In the End
by Maria Rocket

***


A lone figure stood on the distant horizon. The light behind him was very faint, and it gave the dark sky an orange glow. The bare, rolling land stretched into the farthest places one could imagine. Only the wind had a voice. This was the land at the end of the world.

The cloaked figure, his head raised high, stared into a starless sky. For just an instant, every light in the universe had gone out. It had been the longest instant in history, in which everything had been distorted forever. Horribly wounded beyond all repair, the heart of the universe cried out in anguish.

The stars were still there, he could feel them now, but they were so weak. Like too many souls had, he had nearly been ripped apart during the chaos, but his star, his alone had not gone out. Nothing had surpassed his shock when that spirit he loved dearest had taken him in his arms, sheltering him from the storm.

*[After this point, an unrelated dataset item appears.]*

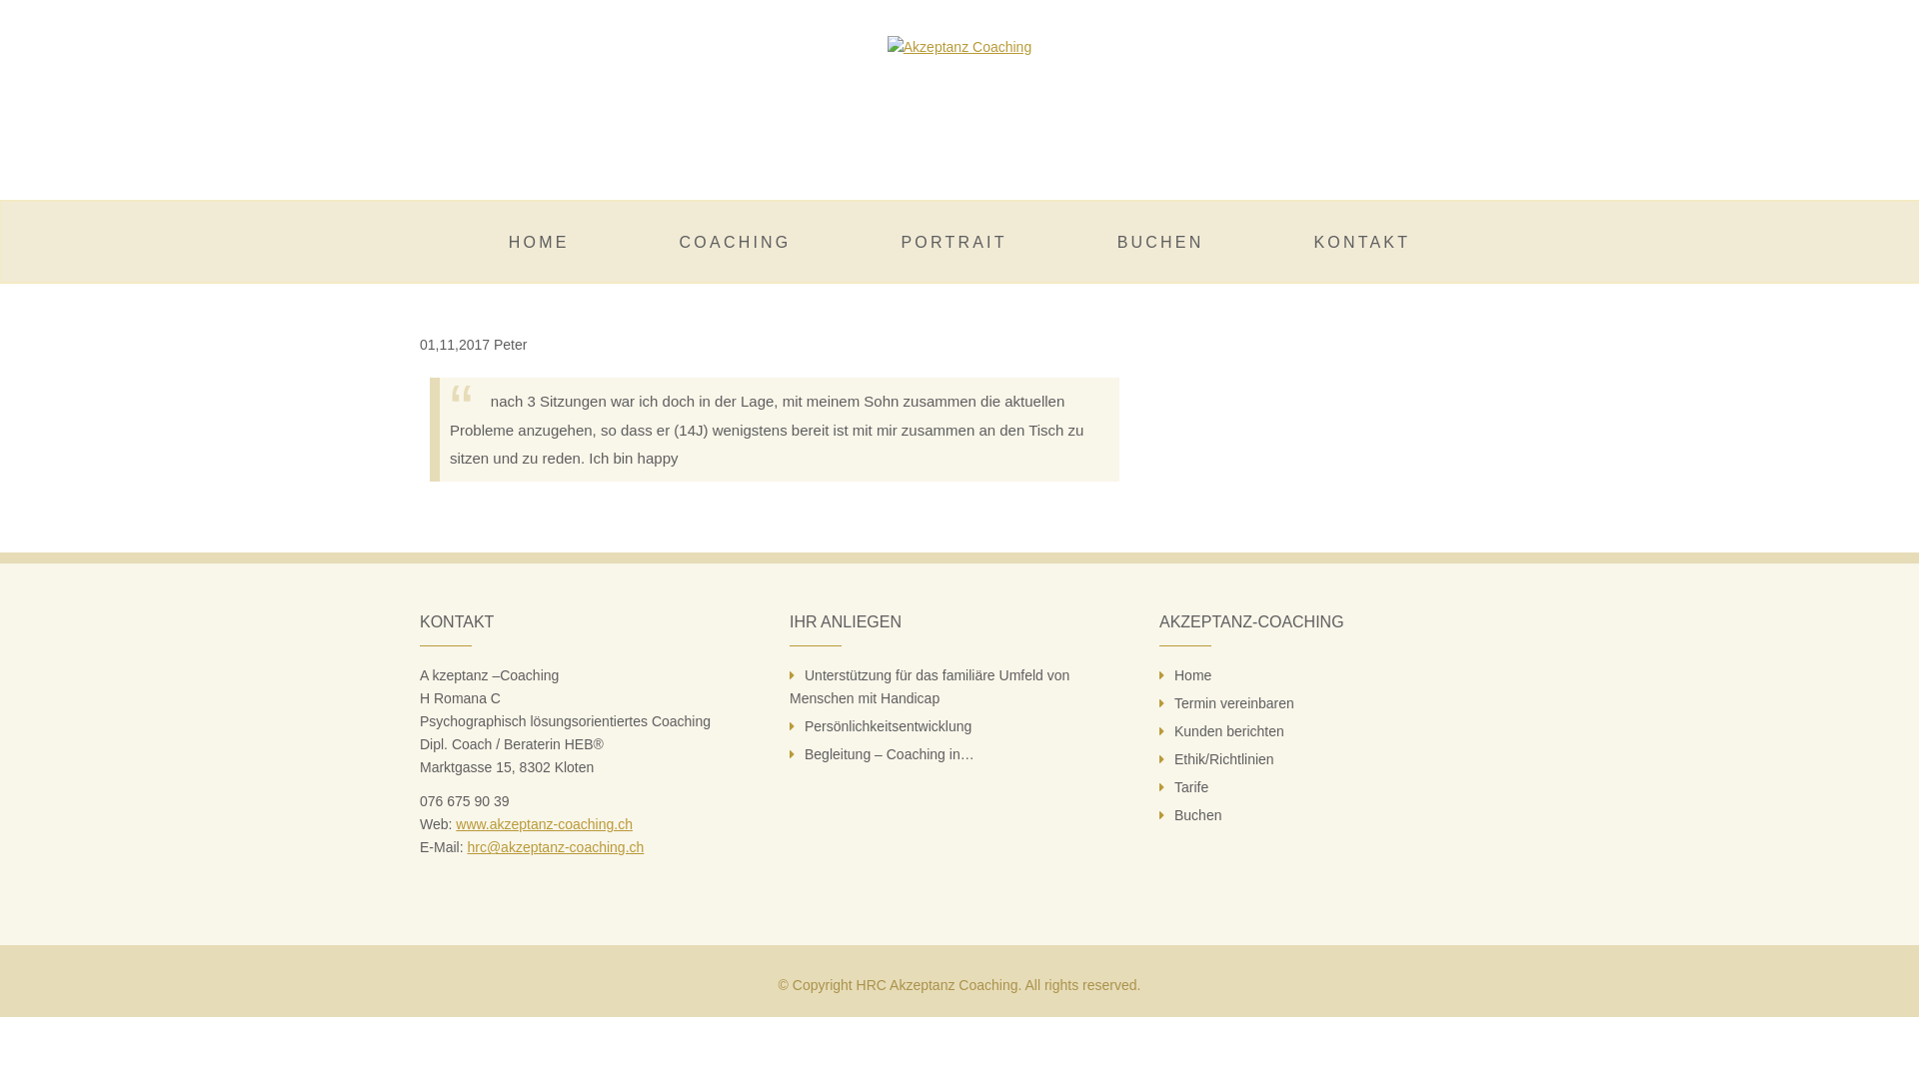 The image size is (1919, 1079). I want to click on Akzeptanz Coaching, so click(959, 46).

Somewhere out in the void, he had heard himself screaming. Somewhere his body was being seared and obliterated, atoms shrieking as they flew apart. Somewhere his mangled soul was screaming as it went hurtling into the heart of the chaos, finally becoming one with it. Oh, the madness, he could remember like something from a long forgotten nightmare emerging from memory. It hurt and he did not want to remember.

How desperately he had clung to his star, daring to hope that at last death and love had come to him in one hour. He knew from what was that it couldn't be so, but his heart prayed to the empty void for what he had so long wished for. In the silent howling of the chaos, he thought words of eternal love and devotion whispered in his ear, pleading with him to stay strong, to hold on, to keep running.

He knew then that his star was going to let go, as the newborn endworld came to a stop. He was determined that he would never let go now that he had the light in his grasp. He would use all the power he possessed, all the power of the cosmos to hold on to what he had pursued for so long. Yet there was but one power whose might surpassed the greatest he could summon.

So as the dust settled, and remains of the universe lay violated, he stood alone in the wasteland. As he trembled, the earth trembled and split several times over, defacing the surface beyond what the chaos had caused. His eyes in the heavens, he did not cry, even as his heart keened with loss and despair. He had not cried since before the beginning of time.

A few minutes. A few thousand years. He wasn't sure how long he stood there. But eventually he lowered his gaze, and turned his haunted eyes across the cracked dry earth, towards a place where a woman was screaming in childbirth, deep beneath the surface. It was almost time.

Not ready to face what was to come, to face the complete unknown, he pulled his hood close about his head and turned away. His feet carried him as they had for countless ages, towards the faraway mountains, to the forests to hide for as long as he desired.

Ahead of him he could see the shadowy runner, the dark light leading him on. And he would always follow, to the final destination, be it heaven, hell, or absolute oblivion. Always.